I have a class A
that needs to the tested. The following is the definition of A
:
public class A { public void methodOne(int argument) { //some operations methodTwo(int argument); //some operations } private void methodTwo(int argument) { DateTime dateTime = new DateTime(); //use dateTime to perform some operations } }
And based on the dateTime
value some data is to be manipulated, retrieved from the database. For this database, the values are persisted via a JSON file.
This complicates things. What I need is to set the dateTime
to some specific date while it is being tested. Is there a way I can mock a local variable's value using mockito?
No. You need a way to inject the mock. A local variable cannot be injected.
Mocking is done when you invoke methods of a class that has external communication like database calls or rest calls. Through mocking you can explicitly define the return value of methods without actually executing the steps of the method.
With Mockito, you create a mock, tell Mockito what to do when specific methods are called on it, and then use the mock instance in your test instead of the real thing. After the test, you can query the mock to see what specific methods were called or check the side effects in the form of changed state.
For Mockito, there is no direct support to mock private and static methods. In order to test private methods, you will need to refactor the code to change the access to protected (or package) and you will have to avoid static/final methods.
You cannot mock a local variable. What you could do, however, is extract its creation to a protected
method and spy
it:
public class A { public void methodOne(int argument) { //some operations methodTwo(int argument); //some operations } private void methodTwo(int argument) { DateTime dateTime = createDateTime(); //use dateTime to perform some operations } protected DateTime createDateTime() { return new DateTime(); } } public class ATest { @Test public void testMethodOne() { DateTime dt = new DateTime (/* some known parameters... */); A a = Mockito.spy(new A()); doReturn(dt).when(a).createDateTime(); int arg = 0; // Or some meaningful value... a.methodOne(arg); // assert the result }
The best way to deal with such a problem is to use an injected Clock
service, used to get new instances of DateTime. That way, your test can inject a mock Clock, which returns a specific DateTime instead of the current time.
Note that the new Java 8 time API defines such a Clock class, specifically for that purpose.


- _Exercise goal_:
In the listing below, every line with the word "Image" needs to be copied.

—————

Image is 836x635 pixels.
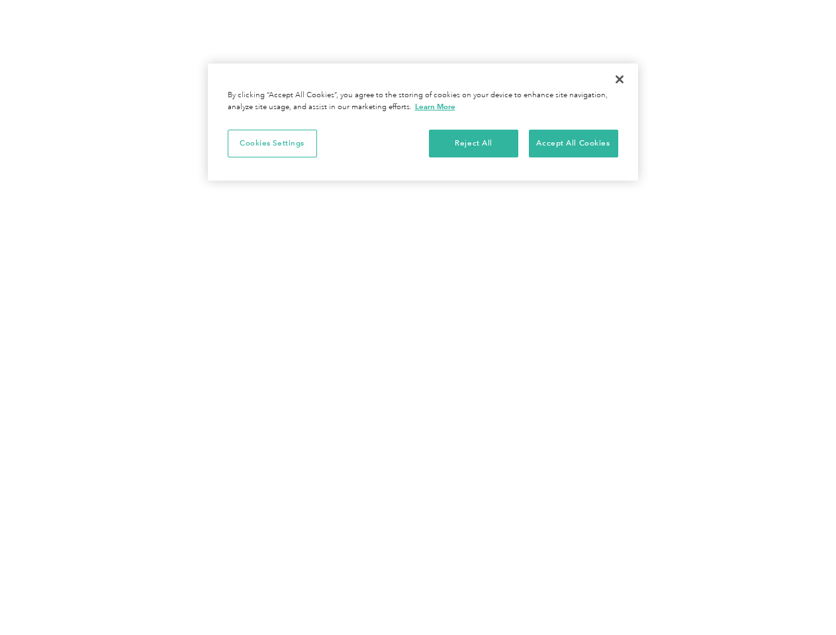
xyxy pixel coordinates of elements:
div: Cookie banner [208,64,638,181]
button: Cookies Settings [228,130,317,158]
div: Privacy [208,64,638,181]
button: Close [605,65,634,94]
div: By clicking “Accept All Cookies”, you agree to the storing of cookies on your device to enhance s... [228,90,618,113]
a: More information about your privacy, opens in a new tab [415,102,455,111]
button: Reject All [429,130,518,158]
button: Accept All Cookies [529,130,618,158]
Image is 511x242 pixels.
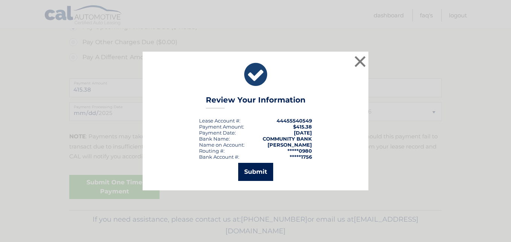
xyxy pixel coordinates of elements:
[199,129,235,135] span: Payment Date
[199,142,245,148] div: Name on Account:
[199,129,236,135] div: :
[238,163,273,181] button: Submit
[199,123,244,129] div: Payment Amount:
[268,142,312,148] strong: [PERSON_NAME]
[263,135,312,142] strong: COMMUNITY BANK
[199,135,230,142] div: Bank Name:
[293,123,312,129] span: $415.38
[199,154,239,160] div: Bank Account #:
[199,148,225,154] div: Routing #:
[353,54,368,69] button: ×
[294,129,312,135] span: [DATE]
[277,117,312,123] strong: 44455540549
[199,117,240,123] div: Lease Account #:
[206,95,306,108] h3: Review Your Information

—————

- _Response_:
Image is 836x635 pixels.
Image is 511x242 pixels.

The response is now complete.